▶ [REQUIREMENT] Take the entries below and print only the lines from the one with "Identify the location" through the one with "What do you see at coordinates (936, 90)", exactly as they stand, both ends included.

[Recorded data]
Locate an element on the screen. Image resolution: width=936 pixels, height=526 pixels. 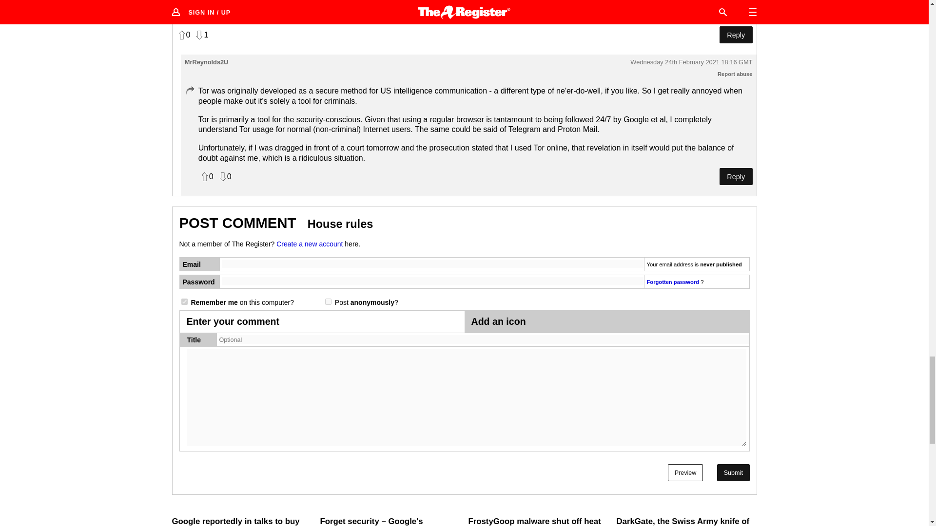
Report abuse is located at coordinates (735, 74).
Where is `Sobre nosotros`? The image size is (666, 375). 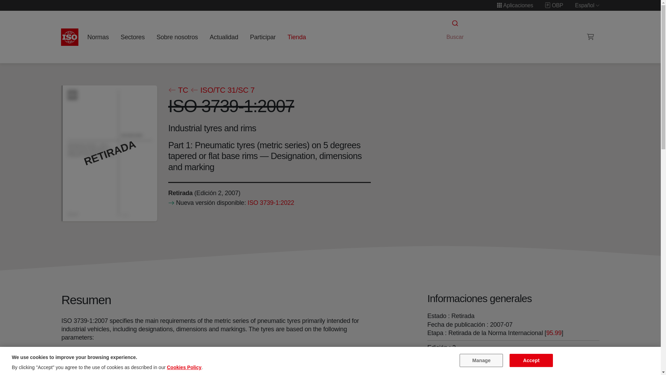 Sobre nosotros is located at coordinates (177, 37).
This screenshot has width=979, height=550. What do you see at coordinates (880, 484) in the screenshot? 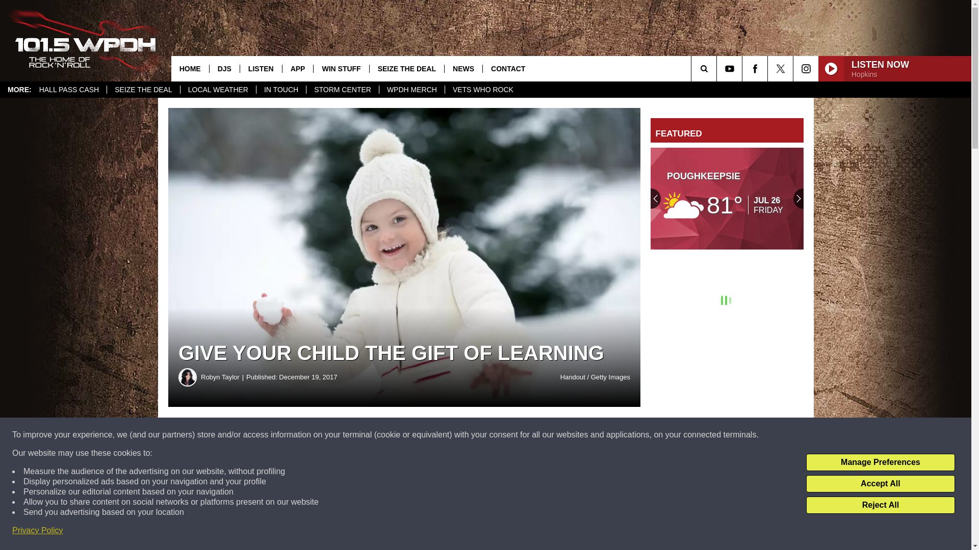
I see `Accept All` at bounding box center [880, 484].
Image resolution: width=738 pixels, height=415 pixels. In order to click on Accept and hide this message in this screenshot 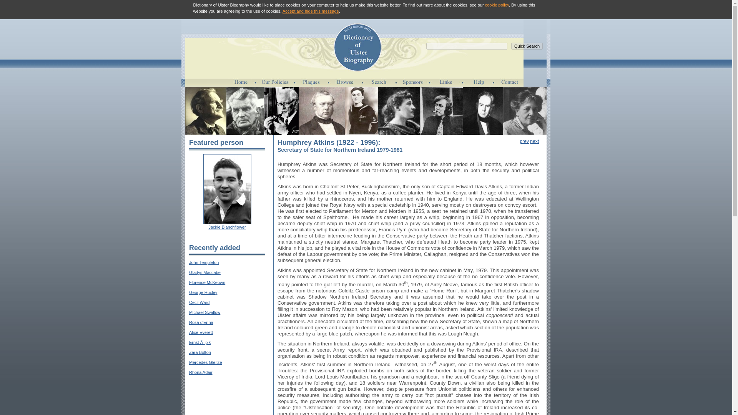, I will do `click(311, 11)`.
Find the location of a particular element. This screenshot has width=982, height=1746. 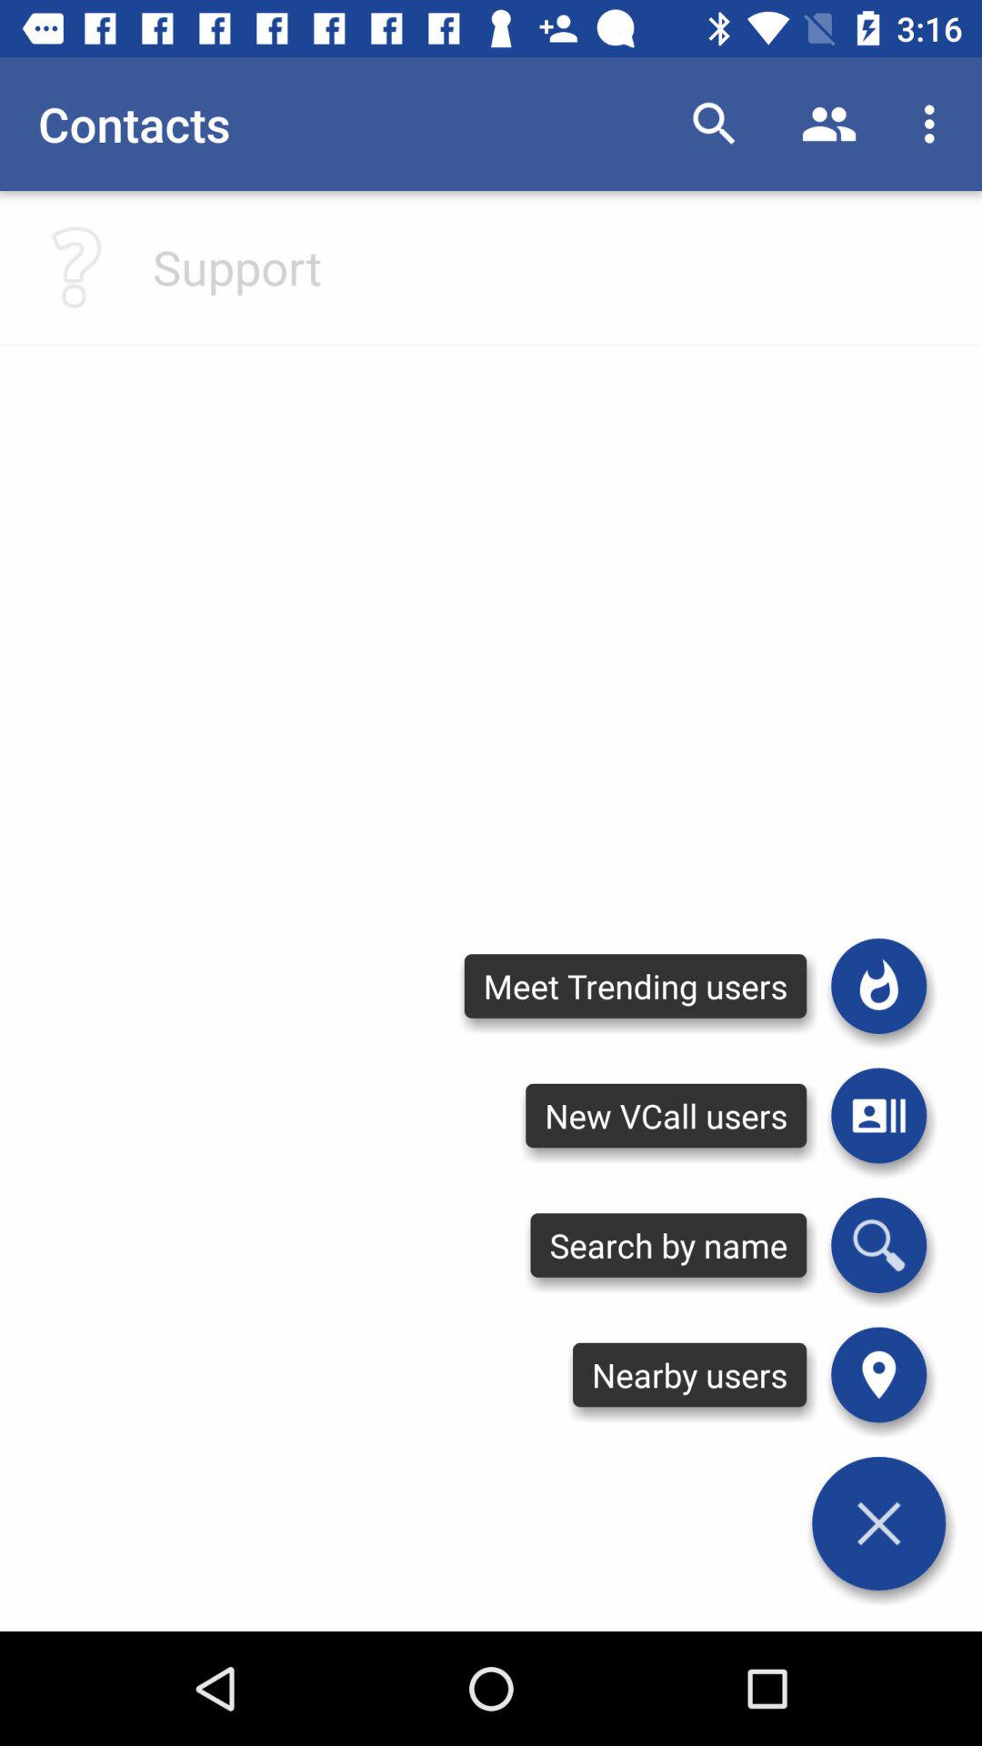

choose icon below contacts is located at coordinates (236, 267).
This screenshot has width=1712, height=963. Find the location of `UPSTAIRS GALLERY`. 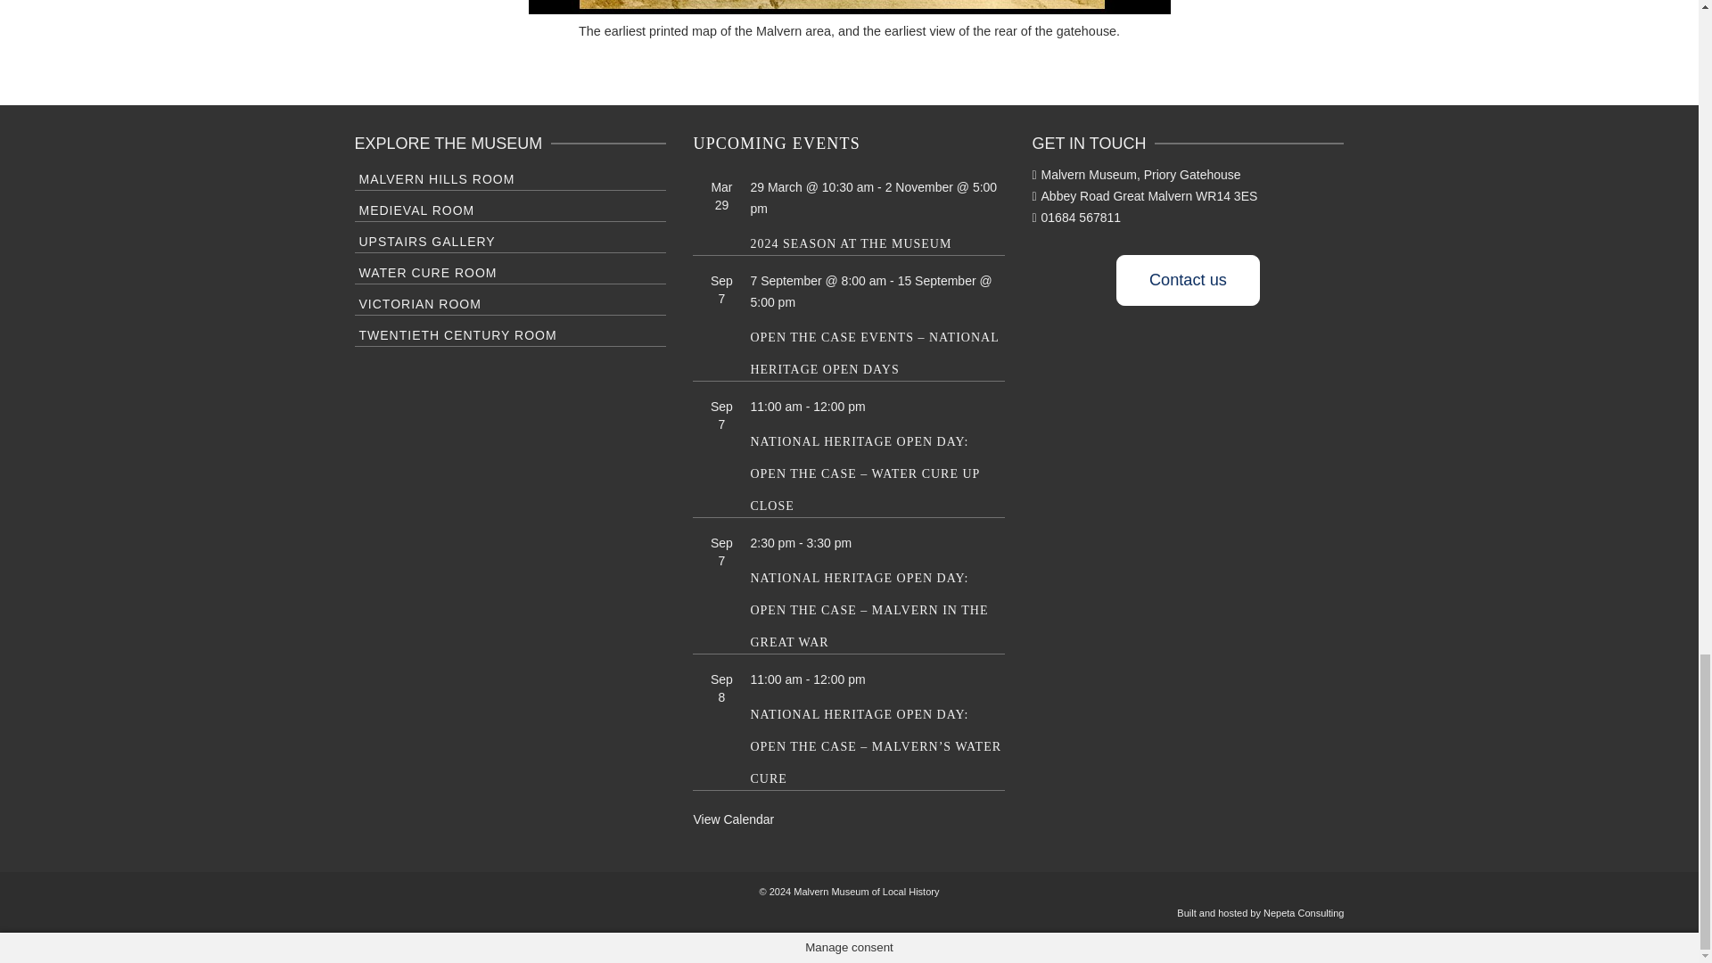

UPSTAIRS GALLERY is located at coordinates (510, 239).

---

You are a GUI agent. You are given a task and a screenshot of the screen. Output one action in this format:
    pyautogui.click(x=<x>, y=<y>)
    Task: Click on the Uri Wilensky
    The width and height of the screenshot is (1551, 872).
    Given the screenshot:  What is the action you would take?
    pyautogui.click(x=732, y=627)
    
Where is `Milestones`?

* * *

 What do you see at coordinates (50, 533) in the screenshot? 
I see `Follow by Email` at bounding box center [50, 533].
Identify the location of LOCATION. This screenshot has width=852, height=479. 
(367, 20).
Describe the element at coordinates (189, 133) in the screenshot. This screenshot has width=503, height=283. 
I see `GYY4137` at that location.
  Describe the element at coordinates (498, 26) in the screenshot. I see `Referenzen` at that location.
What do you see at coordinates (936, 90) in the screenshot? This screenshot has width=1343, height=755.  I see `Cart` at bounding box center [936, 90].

▶ [EXERCISE ANSWER]
Identify the location of LOCATION. This screenshot has width=852, height=479. 
(367, 20).
Describe the element at coordinates (189, 133) in the screenshot. This screenshot has width=503, height=283. 
I see `GYY4137` at that location.
  Describe the element at coordinates (498, 26) in the screenshot. I see `Referenzen` at that location.
What do you see at coordinates (936, 90) in the screenshot? This screenshot has width=1343, height=755.  I see `Cart` at bounding box center [936, 90].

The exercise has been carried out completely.